The speed of light is 670,616,629 mph.
Therefore:The minimum distance from the sun to the moon is 91,238,855.1 miles.The maximum distance from the sun to the moon is 94,738,855.1 miles.
Therefore:The amount of time it takes for light to travel from the sun to the moon can beanywhere from 489.8 seconds to 508.6 seconds.
Triton is Neptune's moon. However, it takes about 155 min for sunlight to reach Triton.
It depends on where the Moon is in its orbit around the Earth, and where the Earthis in its orbit around the Sun. With those positions always changing, it takes sunlightanywhere between8minutes 9.3seconds and 8minutes 28.7secondsto reach the Moon.
Light from the sun takes about 81/3 minutes to reach the moon, and if it bounces off the moon in the direction of Earth, another 1.27 seconds from the moon to Earth.
The moon is roughly 250,000 miles from Earth and light travels at about 186,000 miles per second, so it would take about 1.30 seconds for the moonlight to reach Earth.

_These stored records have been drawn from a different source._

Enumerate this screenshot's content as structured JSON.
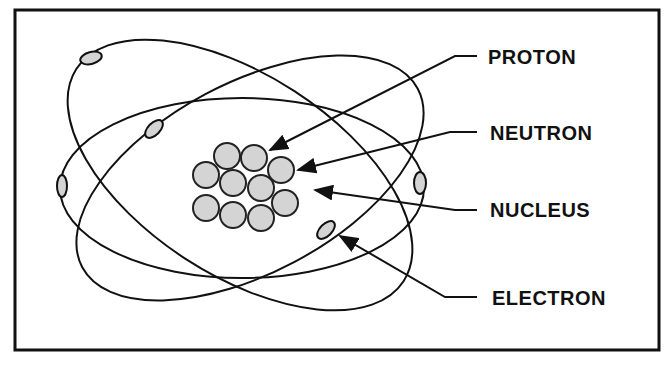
{
  "diagram": {
    "labels": {
      "proton": "PROTON",
      "neutron": "NEUTRON",
      "nucleus": "NUCLEUS",
      "electron": "ELECTRON"
    },
    "colors": {
      "stroke": "#111111",
      "particle_fill": "#d4d4d4",
      "background": "#ffffff"
    },
    "nucleus_particle_count": 11,
    "electron_count": 6,
    "orbit_count": 3
  }
}
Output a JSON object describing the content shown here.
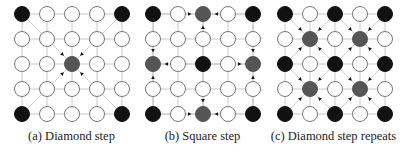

It takes around 3 days for a rocket to reach the moon from Earth.
It takes about 3 days for a lunar module to reach the moon from Earth.
"To reflect the sun to the moon?" Your question does not make sense as worded. It takes a little over a second for sunlight to reflect from the moon to earth, if that is what you are asking. The sun does not reflect anything--it can't. Sunlight takes 8.3 minutes to reach the moon, then a bit over a second to get from the moon to earth.
It takes approximately 7.4 days from a full moon to reach the third quarter phase.
Yes but only about 1.3 seconds ago as this is how long light takes to reach us from the Moon.
It takes a space shuttle approximately three days to reach the moon. This is because the moon is about 238,855 miles (384,400 kilometers) away from Earth, and the space shuttle travels at a speed of about 17,500 miles per hour (28,160 kilometers per hour) to get there.
Ganymede is Jupiter's largest moon, and Jupiter sits nearly 800 million kilometers from the sun. The speed of light is 300,000 kilometers per second. So do the math and you'll see that it takes about 43 minutes for sunlight to reach Ganymede from its source.
Moonlight takes 1 min 3 seconds to reach earth.